Questions: Reflexivity and Late Modernity

5 questions to test your understanding

Score: 0 / 5
Question 1 Multiple Choice

A government publishes research showing that social media use causes depression in teenagers. In response, many teenagers reduce social media use, which changes the relationship between social media and depression measured in subsequent studies. Giddens would call this:

AA methodological artifact — the original study was invalid because it failed to control for this feedback
BAn example of the double hermeneutic: social science knowledge enters social life and alters the very practices it was studying, making the original findings partially obsolete
CAn instance of moral panic, where media coverage distorts genuine scientific findings
DEvidence that social science cannot produce reliable knowledge about human behavior
Question 2 Multiple Choice

What distinguishes 'manufactured uncertainty' in late modernity from pre-modern risk and danger?

APre-modern risks were more severe; manufactured uncertainty refers to lesser risks that feel worse due to media amplification
BManufactured uncertainty involves risks that experts disagree about; pre-modern risks were well understood by local communities
CPre-modern risks were largely external natural events (floods, disease) independent of human systems; manufactured uncertainty is produced by the same modern systems (technology, finance, climate) that define modernity itself
DManufactured uncertainty is a term for financial market volatility; pre-modern risk refers to ecological and agricultural hazards
Question 3 True / False

According to Giddens, reflexivity in late modernity is institutionalized not just at the individual level but also in organizations, expert systems, and social institutions that continuously monitor and revise their practices.

TTrue
FFalse
Question 4 True / False

Traditional societies were largely unreflexive — individuals simply followed inherited custom without any monitoring or revision of social practices.

TTrue
FFalse
Question 5 Short Answer

What is the 'double hermeneutic' and why does it make social science fundamentally different from natural science as a knowledge-producing enterprise?

Think about your answer, then reveal below.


__Instructions to follow__: The answer is a single figure: how many lines below contain the word "marriage".

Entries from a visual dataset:
------------------------------------
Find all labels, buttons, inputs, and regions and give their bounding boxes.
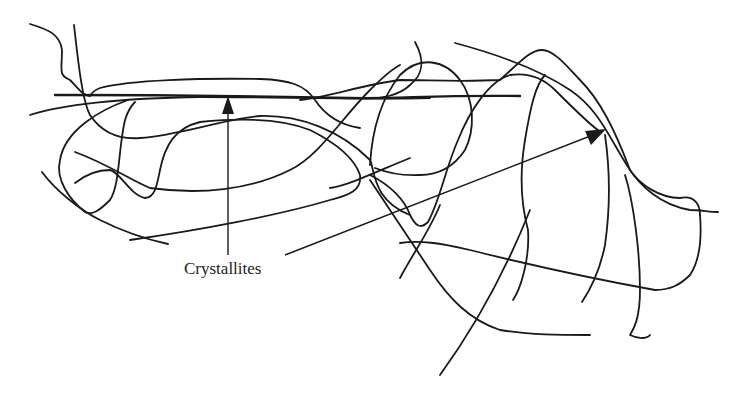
crystallites-label: Crystallites: [184, 259, 261, 279]
arrow-head-left-icon: [222, 96, 234, 114]
polymer-chains-drawing: [0, 0, 739, 398]
diagram-canvas: Crystallites: [0, 0, 739, 398]
arrow-head-right-icon: [585, 129, 606, 145]
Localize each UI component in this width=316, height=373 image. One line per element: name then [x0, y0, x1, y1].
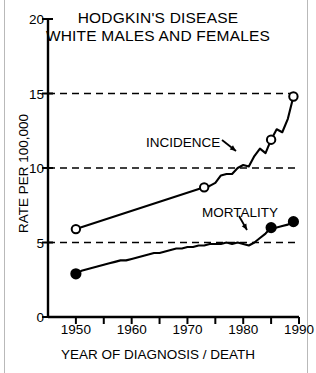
series-line-mortality	[71, 217, 298, 278]
x-tick-label-1960: 1960	[117, 322, 147, 337]
plot-area	[0, 0, 316, 373]
x-tick-label-1970: 1970	[172, 322, 202, 337]
x-tick-label-1980: 1980	[228, 322, 258, 337]
gridlines	[48, 94, 299, 243]
annotation-arrows	[222, 140, 247, 230]
x-tick-label-1950: 1950	[61, 322, 91, 337]
x-tick-label-1990: 1990	[284, 322, 314, 337]
chart-figure: HODGKIN'S DISEASE WHITE MALES AND FEMALE…	[0, 0, 316, 373]
series-line-incidence	[72, 92, 298, 233]
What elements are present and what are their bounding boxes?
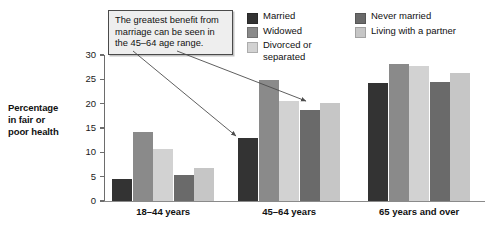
y-tick-mark: [100, 79, 104, 80]
legend-label: Living with a partner: [371, 25, 459, 37]
y-tick-mark: [100, 127, 104, 128]
y-tick-mark: [100, 152, 104, 153]
bar-married-1: [112, 179, 132, 201]
bar-married-2: [238, 138, 258, 201]
bar-living-with-a-partner-1: [194, 168, 214, 201]
bar-widowed-2: [259, 80, 279, 201]
bar-chart-figure: Percentage in fair or poor health 051015…: [0, 0, 499, 232]
legend-label: Widowed: [263, 25, 302, 37]
legend-swatch-icon: [355, 27, 366, 38]
bar-divorced-or-separated-2: [279, 101, 299, 201]
bar-never-married-2: [300, 110, 320, 201]
legend-label: Married: [263, 10, 295, 22]
y-tick-label: 25: [74, 73, 96, 84]
bar-living-with-a-partner-2: [320, 103, 340, 201]
y-tick-label: 5: [74, 171, 96, 182]
arrow-to-married-bar: [133, 51, 236, 136]
bar-never-married-3: [430, 82, 450, 201]
bar-never-married-1: [174, 175, 194, 201]
bar-widowed-3: [389, 64, 409, 201]
legend-swatch-icon: [247, 27, 258, 38]
y-tick-mark: [100, 103, 104, 104]
y-tick-mark: [100, 54, 104, 55]
bar-widowed-1: [133, 132, 153, 201]
y-tick-label: 0: [74, 195, 96, 206]
y-tick-mark: [100, 200, 104, 201]
category-label-1: 18–44 years: [92, 206, 234, 217]
bar-divorced-or-separated-1: [153, 149, 173, 201]
legend-swatch-icon: [247, 13, 258, 24]
bar-married-3: [368, 83, 388, 201]
y-tick-label: 20: [74, 98, 96, 109]
y-tick-mark: [100, 176, 104, 177]
legend-label: Divorced or separated: [263, 39, 351, 62]
y-tick-label: 10: [74, 146, 96, 157]
bar-divorced-or-separated-3: [409, 66, 429, 201]
legend-swatch-icon: [355, 13, 366, 24]
bar-living-with-a-partner-3: [450, 73, 470, 201]
legend-label: Never married: [371, 10, 431, 22]
y-tick-label: 30: [74, 49, 96, 60]
y-tick-label: 15: [74, 122, 96, 133]
annotation-callout: The greatest benefit from marriage can b…: [108, 10, 233, 55]
y-axis-line: [104, 55, 105, 201]
category-label-3: 65 years and over: [348, 206, 490, 217]
chart-legend: MarriedWidowedDivorced or separated Neve…: [247, 10, 497, 70]
legend-swatch-icon: [247, 42, 258, 53]
category-label-2: 45–64 years: [218, 206, 360, 217]
annotation-callout-text: The greatest benefit from marriage can b…: [115, 15, 227, 50]
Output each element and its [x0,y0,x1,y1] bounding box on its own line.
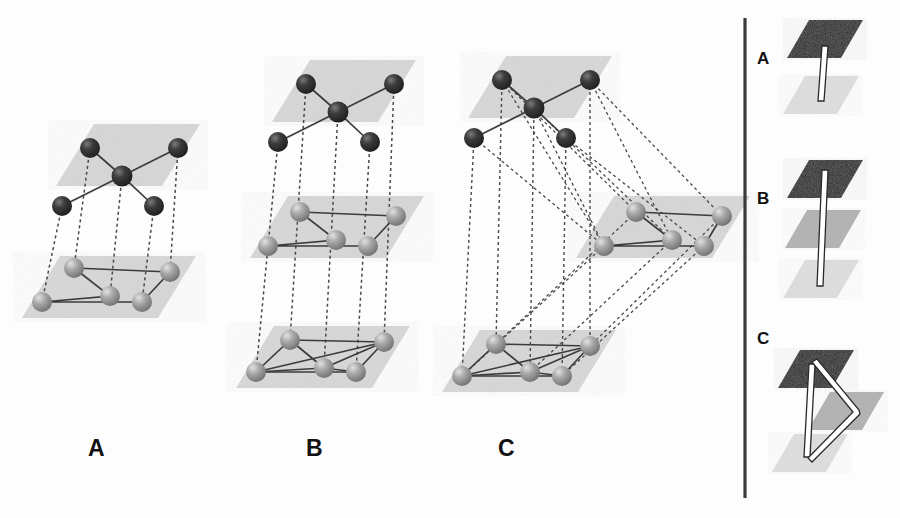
panel-label-a: A [88,437,105,460]
inset-label-b: B [757,190,769,207]
inset-c [772,350,884,472]
panel-label-b: B [306,437,323,460]
panel-label-c: C [498,437,515,460]
inset-label-a: A [757,50,769,67]
inset-b [783,160,863,298]
panel-a [22,124,200,318]
figure-root: A B C A B C [0,0,900,518]
inset-label-c: C [757,330,769,347]
inset-a [783,20,863,114]
panel-b [236,60,424,388]
stacking-diagram-svg [0,0,900,518]
inset-c-plane-dark [778,350,854,388]
panel-c [442,56,750,392]
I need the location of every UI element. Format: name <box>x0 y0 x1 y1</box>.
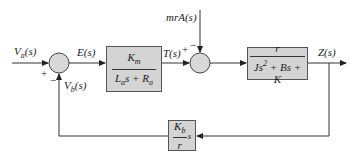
plant-denominator: Js2 + Bs + K <box>250 56 304 85</box>
feedback-s-term: s <box>188 131 192 141</box>
feedback-transfer-block: Kb r s <box>168 120 196 151</box>
backemf-signal-label: Vb(s) <box>64 80 86 94</box>
sum1-minus-sign: − <box>50 75 56 86</box>
sum2-plus-sign: + <box>182 44 188 55</box>
motor-denominator: Las + Ra <box>112 69 155 87</box>
feedback-numerator: Kb <box>174 120 185 136</box>
motor-transfer-block: Km Las + Ra <box>106 46 162 92</box>
output-signal-label: Z(s) <box>318 47 336 58</box>
input-signal-label: Va(s) <box>14 46 36 60</box>
sum2-minus-sign: − <box>190 40 196 51</box>
sum1-plus-sign: + <box>41 68 47 79</box>
motor-numerator: Km <box>127 51 140 68</box>
plant-numerator: r <box>275 42 279 56</box>
plant-transfer-block: r Js2 + Bs + K <box>247 47 308 80</box>
feedback-denominator: r <box>173 137 187 151</box>
torque-signal-label: T(s) <box>163 48 181 59</box>
disturbance-signal-label: mrA(s) <box>166 12 197 23</box>
error-signal-label: E(s) <box>77 47 95 58</box>
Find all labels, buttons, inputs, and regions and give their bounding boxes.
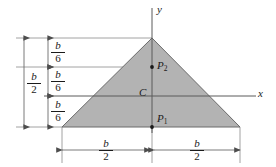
dim-base-left-denominator: 2 (99, 151, 113, 162)
dim-seg-bottom-denominator: 6 (51, 112, 65, 123)
dim-base-right-label: b 2 (190, 138, 204, 162)
dim-seg-top-numerator: b (51, 40, 65, 51)
dim-base-left-label: b 2 (99, 138, 113, 162)
dim-base-right-denominator: 2 (190, 151, 204, 162)
point-p1-subscript: 1 (164, 117, 168, 126)
point-p1-dot (150, 125, 154, 129)
point-p2-subscript: 2 (164, 64, 168, 73)
point-p1-label: P1 (157, 113, 167, 124)
dim-base-left-numerator: b (99, 138, 113, 149)
triangle-centroid-figure: y x P2 C P1 b 2 b 6 b 6 b 6 b 2 b 2 (0, 0, 276, 167)
triangle-shape (62, 38, 240, 127)
figure-canvas (0, 0, 276, 167)
dim-total-left-label: b 2 (27, 71, 41, 95)
dim-seg-top-label: b 6 (51, 40, 65, 64)
x-axis-label: x (258, 88, 263, 99)
dim-seg-mid-denominator: 6 (51, 82, 65, 93)
point-p1-letter: P (157, 112, 164, 124)
dim-base-right-numerator: b (190, 138, 204, 149)
dim-total-left-numerator: b (27, 71, 41, 82)
point-p2-dot (150, 65, 154, 69)
dim-seg-top-denominator: 6 (51, 53, 65, 64)
dim-seg-mid-label: b 6 (51, 69, 65, 93)
dim-seg-bottom-numerator: b (51, 99, 65, 110)
dim-seg-mid-numerator: b (51, 69, 65, 80)
y-axis-label: y (157, 4, 162, 15)
dim-total-left-denominator: 2 (27, 84, 41, 95)
point-p2-label: P2 (157, 60, 167, 71)
dim-seg-bottom-label: b 6 (51, 99, 65, 123)
point-c-label: C (139, 87, 146, 98)
point-p2-letter: P (157, 59, 164, 71)
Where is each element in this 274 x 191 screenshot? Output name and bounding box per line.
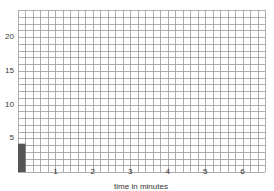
y-tick-label: 15: [0, 67, 14, 75]
x-axis-label: time in minutes: [91, 182, 191, 191]
x-tick-label: 3: [124, 168, 136, 176]
x-tick-label: 2: [87, 168, 99, 176]
y-tick-label: 5: [0, 134, 14, 142]
y-tick-label: 20: [0, 33, 14, 41]
bar: [18, 144, 25, 172]
x-tick-label: 4: [162, 168, 174, 176]
x-tick-label: 6: [237, 168, 249, 176]
grid-lines: [18, 10, 266, 173]
chart-plot: [0, 0, 274, 191]
x-tick-label: 1: [49, 168, 61, 176]
y-tick-label: 10: [0, 101, 14, 109]
x-tick-label: 5: [199, 168, 211, 176]
bars: [18, 144, 25, 172]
------------------------------------
__Solution for this exercise__: 2